There has been some response from scholars working within higher music education who, through their focus on musical literacy, analysis, music theory, and score-based music composition, make the argument that there are still aspects of the canon to be preserved. Much of this debate was in response to an article in the Guardian newspaper by Charlotte C. Gill that described an emphasis on teaching music notation as elitist, and notation itself as a “cryptic, tricky language—rather like Latin” (Gill, 2017). Julian Horton, in response, argues for the continuing value of music analysis and theoretical understanding against those who would see it as ahistorical and “solipsistic” (2020, p. 2).
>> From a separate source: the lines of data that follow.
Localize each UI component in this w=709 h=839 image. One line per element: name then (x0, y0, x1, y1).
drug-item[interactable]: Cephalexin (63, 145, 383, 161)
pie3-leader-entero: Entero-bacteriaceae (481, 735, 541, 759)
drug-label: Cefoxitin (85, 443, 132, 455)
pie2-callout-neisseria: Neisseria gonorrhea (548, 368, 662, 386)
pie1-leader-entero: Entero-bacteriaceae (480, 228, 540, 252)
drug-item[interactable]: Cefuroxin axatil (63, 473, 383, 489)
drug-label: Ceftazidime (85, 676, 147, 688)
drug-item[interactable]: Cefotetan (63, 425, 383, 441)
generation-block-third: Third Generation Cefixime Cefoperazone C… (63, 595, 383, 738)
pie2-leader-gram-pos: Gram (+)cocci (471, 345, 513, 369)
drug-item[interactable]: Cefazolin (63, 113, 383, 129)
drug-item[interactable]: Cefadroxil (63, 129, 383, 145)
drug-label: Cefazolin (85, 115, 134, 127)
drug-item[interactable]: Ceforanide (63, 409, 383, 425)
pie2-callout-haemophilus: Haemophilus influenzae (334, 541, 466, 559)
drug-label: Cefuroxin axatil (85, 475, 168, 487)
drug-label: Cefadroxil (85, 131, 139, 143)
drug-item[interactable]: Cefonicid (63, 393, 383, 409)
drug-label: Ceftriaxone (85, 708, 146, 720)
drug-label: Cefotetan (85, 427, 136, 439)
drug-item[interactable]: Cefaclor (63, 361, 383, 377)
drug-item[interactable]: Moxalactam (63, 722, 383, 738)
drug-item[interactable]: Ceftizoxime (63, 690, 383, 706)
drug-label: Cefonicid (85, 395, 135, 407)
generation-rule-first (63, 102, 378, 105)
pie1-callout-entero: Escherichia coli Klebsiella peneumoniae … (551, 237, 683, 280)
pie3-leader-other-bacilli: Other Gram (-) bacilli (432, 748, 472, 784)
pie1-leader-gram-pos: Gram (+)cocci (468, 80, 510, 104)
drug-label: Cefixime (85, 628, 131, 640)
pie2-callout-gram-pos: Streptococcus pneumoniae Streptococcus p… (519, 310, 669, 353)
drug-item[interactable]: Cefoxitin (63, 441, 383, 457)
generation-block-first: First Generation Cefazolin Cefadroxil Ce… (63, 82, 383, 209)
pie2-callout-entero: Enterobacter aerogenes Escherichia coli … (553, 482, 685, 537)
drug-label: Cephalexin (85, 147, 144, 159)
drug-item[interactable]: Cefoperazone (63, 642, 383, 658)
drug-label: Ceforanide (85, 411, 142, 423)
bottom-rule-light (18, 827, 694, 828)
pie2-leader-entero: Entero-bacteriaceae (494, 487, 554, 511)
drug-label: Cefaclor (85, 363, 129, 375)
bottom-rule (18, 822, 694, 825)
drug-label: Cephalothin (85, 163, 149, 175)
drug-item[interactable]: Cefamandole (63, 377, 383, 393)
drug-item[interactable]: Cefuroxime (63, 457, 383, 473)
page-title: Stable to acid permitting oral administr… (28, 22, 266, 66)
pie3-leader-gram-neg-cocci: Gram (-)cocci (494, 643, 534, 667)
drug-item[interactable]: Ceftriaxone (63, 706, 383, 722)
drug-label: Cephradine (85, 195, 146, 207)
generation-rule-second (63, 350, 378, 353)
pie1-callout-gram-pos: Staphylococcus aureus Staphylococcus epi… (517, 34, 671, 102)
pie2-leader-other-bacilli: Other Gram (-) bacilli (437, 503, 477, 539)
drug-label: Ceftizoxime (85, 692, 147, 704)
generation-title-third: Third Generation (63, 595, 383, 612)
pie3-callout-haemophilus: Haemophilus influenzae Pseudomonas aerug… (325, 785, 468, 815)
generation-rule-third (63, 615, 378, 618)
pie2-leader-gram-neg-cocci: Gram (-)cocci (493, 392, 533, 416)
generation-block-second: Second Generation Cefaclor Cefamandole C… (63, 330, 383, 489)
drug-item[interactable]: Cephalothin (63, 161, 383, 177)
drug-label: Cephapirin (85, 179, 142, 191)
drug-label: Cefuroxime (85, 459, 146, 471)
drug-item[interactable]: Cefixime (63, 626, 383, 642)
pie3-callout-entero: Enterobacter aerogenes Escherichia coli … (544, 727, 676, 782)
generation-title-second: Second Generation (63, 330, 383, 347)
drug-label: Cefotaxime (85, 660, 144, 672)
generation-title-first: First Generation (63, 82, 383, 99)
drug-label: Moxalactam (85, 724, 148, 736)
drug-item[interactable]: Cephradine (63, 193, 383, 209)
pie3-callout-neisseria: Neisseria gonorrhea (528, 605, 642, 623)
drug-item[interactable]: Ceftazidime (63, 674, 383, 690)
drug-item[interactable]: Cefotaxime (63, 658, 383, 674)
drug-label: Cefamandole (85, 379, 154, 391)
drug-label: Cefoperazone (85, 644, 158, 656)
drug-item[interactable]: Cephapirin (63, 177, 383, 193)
One of the epiphenomena of this movement is a move toward the defense of canons, if not the canon. Horton and Ian Pace argue for canons as a means of resisting the presence of late capitalism in all forms of human interaction: musical autonomy and the canon as a collection of works honored for their artistic rather than market value in this view becomes a perpetual source of inspiration in an otherwise drab and market-driven world (Pace, 2016a).16 There is more than a little hint of Adornian superstition of popular culture, as well as the feeling that there is a tension between classical music’s “dominant” position within traditional music curricula and its seeming irrelevance to the course of much wider society. The questions of canons and their elasticity will be picked up again in the conclusion, but this question of genre is important and requires further discussion.